A word from the curator, Creative Projects, 5th edition
I'm honoured to have been able to contribute to this 5th edition of Radio Hull. Radio is as much a medium as a community, a place of discovery, an abstract, electric and ethereal space for music and art everywhere. For me, radio has long been a privileged vehicle for creation, expression and dissemination. I remember years of community and university radio in Quebec City, playing noise rock and Mitsou remixes past midnight to an imagined audience, always imperceptible yet present. There's a certain magic in simply transmitting, to anyone, and that even if no one's tuning in (which is fortunately not the case with Radio-Hull), we know that the airwaves sent out reverberate through the city's streets, exciting, with a little luck, a few resonant circuits and a few attentive ears. And that once the impulse has passed, the electricity returned to its minimal potential, all that remains is immaterial inspiration and the intangible bonds created by love and collaboration.
Thanks to all the artists in the programming.
- Simone Provencher
Musician
A word from the President, Centre de production DAÏMÔN
If Radio-Hull was originally a way to continue creating and bringing the community together when it was necessary to keep one's distance (we remember it all too well!), now it's an event we look forward to every fall. Creators from all over the Outaouais (and beyond) come together to tell stories, pass on information, bear witness, experiment, play, relax, get informed... I'm always amazed at the possibilities that a medium like radio still offers when it's in the hands of community members. You wait for Radio-Hull, but you never know what to expect! But we recognize ourselves in it, we recognize ourselves in all our eccentricities.
- Marc-A. Reinhardt
Artist, President Centre de production DAÏMÔN
As the primary engine of large-scale collective cultures, radio has always contributed to the development of a sense of belonging to a territory and nurtured a feeling of connection between citizens.
Inspired by the origins of radio, Radio-Hull was born out of the importance of providing creative-broadcasting spaces and opportunities in a context where people couldn't come together inside a building. In 2020, in the midst of a pandemic, radio perfectly symbolized this gesture of reaching out to the unseen, of reaching out into the ether to combat isolation.
Radio is intrinsically geographical and linked to its place of existence. We wanted not only to promote creative projects by artists from the community, but also to give a voice to the often little-known music from both sides of the river. Radio-Hull's mission is to play only local music, i.e. music made by artists living in the Ottawa-Gatineau-Outaouais region.
Since 2020, the formula has gone from strength to strength. Beginning with a festival format, the project has grown to include a year-round streaming service, and in 2023 a year-round digital radio component was added: Radio de Radio-Hull. Its name is obviously a nod to a Crown corporation that once had to differentiate its media channels.
What's more, since 2024, new partners have been using the Radio-Hull web space to broadcast original content, developed to accompany and enhance local festival programming.
A visionary for the local cultural scene, Radio-Hull is now not only an annual festival, but also becomes a continuous vehicle for the sounds of an entire region. At any time of day or night, from anywhere in the world, its listeners can now hear something that was cooked up here.
Its database is a veritable catalog of the region's musical history, bearing witness to the richness and diversity of the sounds of the City of Hull and many of the towns that surround it.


• Task to carry out: Review the listing and copy each line that holds the word "name".

• Data to use:
= = = = =
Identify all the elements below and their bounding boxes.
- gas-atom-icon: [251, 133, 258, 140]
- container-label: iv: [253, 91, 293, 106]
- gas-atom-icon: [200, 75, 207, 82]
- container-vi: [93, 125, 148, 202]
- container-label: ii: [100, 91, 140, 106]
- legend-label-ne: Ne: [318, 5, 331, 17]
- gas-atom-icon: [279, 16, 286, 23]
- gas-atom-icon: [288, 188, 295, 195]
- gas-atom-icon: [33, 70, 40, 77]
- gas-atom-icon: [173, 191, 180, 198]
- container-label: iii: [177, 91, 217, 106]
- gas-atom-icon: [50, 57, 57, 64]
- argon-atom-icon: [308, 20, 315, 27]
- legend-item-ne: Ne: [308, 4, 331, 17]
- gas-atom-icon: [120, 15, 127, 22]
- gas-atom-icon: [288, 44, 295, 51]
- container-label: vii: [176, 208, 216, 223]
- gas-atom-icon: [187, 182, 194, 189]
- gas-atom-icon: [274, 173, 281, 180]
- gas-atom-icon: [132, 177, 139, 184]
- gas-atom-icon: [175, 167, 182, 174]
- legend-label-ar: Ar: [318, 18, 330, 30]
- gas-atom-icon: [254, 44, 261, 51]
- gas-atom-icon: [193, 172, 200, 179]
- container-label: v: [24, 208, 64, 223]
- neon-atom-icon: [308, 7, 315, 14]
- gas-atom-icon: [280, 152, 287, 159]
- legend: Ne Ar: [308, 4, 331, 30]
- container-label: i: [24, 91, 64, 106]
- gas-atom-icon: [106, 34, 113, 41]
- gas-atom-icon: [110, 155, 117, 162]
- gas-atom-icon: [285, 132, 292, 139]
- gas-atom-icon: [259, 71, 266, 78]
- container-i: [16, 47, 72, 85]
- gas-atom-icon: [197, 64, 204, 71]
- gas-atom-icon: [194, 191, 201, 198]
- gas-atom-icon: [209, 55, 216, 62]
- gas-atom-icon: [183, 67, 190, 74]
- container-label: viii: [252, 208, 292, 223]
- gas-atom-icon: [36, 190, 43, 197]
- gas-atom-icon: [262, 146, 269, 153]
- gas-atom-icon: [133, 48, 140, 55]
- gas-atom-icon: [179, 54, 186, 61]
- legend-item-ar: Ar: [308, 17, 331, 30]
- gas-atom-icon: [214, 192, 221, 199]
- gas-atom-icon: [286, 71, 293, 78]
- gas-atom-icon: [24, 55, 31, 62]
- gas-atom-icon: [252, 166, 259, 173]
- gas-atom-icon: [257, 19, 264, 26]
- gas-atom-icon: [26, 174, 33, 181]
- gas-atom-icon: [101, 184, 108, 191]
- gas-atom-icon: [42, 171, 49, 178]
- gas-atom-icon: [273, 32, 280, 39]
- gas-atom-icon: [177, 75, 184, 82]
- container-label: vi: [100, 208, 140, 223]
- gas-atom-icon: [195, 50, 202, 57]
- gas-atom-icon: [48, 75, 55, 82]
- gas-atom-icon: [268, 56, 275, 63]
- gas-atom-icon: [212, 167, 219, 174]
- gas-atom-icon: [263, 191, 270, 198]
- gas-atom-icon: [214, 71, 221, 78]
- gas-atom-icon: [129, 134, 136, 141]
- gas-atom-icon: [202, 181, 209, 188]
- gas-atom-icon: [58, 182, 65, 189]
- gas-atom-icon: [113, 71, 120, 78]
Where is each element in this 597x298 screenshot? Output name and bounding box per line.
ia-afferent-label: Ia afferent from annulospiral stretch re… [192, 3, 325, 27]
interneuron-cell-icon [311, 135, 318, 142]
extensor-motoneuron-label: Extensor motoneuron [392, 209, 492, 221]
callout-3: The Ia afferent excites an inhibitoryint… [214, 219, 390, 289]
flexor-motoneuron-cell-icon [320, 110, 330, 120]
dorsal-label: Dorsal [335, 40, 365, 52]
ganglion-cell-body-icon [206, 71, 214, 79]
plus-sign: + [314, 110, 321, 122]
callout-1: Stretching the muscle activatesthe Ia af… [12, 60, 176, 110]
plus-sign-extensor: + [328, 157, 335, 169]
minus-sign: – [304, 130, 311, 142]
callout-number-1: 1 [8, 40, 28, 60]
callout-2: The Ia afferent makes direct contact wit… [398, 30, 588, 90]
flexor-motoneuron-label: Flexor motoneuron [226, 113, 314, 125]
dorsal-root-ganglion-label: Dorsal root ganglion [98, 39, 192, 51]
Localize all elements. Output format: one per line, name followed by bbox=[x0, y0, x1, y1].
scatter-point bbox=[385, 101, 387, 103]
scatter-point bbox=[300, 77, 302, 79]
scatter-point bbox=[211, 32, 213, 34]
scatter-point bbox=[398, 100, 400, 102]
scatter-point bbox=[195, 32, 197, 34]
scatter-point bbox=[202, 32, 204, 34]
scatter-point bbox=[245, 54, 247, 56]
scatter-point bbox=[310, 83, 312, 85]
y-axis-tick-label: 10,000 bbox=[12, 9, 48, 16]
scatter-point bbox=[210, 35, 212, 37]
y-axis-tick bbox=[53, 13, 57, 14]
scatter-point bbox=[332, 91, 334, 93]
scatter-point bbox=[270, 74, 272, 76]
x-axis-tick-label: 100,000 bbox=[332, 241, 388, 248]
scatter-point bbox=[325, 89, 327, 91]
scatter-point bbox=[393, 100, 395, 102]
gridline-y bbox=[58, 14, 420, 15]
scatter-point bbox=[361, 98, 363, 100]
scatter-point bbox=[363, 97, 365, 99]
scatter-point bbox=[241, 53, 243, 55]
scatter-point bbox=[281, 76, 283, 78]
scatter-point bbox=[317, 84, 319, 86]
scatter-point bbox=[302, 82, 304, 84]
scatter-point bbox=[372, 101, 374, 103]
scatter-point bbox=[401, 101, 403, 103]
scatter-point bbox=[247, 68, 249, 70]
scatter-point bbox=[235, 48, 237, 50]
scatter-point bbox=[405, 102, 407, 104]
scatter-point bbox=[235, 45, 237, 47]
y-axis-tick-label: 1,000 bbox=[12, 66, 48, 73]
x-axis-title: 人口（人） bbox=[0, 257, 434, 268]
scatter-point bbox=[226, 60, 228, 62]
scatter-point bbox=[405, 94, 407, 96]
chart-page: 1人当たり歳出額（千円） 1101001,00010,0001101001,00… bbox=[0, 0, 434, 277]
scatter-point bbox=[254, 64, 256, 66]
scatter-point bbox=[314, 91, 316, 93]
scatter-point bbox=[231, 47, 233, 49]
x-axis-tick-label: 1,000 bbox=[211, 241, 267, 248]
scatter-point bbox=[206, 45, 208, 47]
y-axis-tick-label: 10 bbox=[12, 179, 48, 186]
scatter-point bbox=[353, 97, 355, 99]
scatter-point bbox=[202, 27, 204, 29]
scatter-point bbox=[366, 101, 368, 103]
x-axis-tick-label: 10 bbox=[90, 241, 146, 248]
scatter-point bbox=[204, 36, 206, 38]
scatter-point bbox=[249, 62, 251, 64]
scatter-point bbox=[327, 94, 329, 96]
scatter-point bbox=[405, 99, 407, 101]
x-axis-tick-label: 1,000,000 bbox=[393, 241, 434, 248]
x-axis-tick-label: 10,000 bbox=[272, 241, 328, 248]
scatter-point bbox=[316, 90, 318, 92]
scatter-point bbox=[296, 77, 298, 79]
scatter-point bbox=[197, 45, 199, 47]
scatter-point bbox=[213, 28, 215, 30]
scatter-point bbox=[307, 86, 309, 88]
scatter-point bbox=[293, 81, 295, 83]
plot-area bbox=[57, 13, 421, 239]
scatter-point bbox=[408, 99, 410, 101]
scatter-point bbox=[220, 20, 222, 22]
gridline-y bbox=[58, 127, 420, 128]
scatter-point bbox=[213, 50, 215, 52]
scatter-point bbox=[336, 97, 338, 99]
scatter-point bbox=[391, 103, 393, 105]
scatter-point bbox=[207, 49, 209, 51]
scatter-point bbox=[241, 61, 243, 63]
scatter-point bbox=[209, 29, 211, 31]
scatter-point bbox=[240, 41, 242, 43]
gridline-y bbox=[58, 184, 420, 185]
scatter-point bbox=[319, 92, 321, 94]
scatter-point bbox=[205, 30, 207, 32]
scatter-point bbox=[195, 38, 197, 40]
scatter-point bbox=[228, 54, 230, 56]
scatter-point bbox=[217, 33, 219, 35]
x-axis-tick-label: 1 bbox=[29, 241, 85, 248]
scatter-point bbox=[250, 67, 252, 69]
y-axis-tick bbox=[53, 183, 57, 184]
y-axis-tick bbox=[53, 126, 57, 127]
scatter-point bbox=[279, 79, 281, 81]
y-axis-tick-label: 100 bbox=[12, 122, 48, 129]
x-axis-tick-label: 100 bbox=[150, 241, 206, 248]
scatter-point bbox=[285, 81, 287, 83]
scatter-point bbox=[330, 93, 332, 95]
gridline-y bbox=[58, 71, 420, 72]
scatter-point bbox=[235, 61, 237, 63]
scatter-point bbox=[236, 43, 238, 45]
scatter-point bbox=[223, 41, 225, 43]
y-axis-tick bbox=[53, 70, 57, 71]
= = = = =
• Exercise solution:
Where is each element in this 597x298 screenshot? Output name and bounding box per line.
Localize all elements. Output format: one per line, name followed by bbox=[x0, y0, x1, y1].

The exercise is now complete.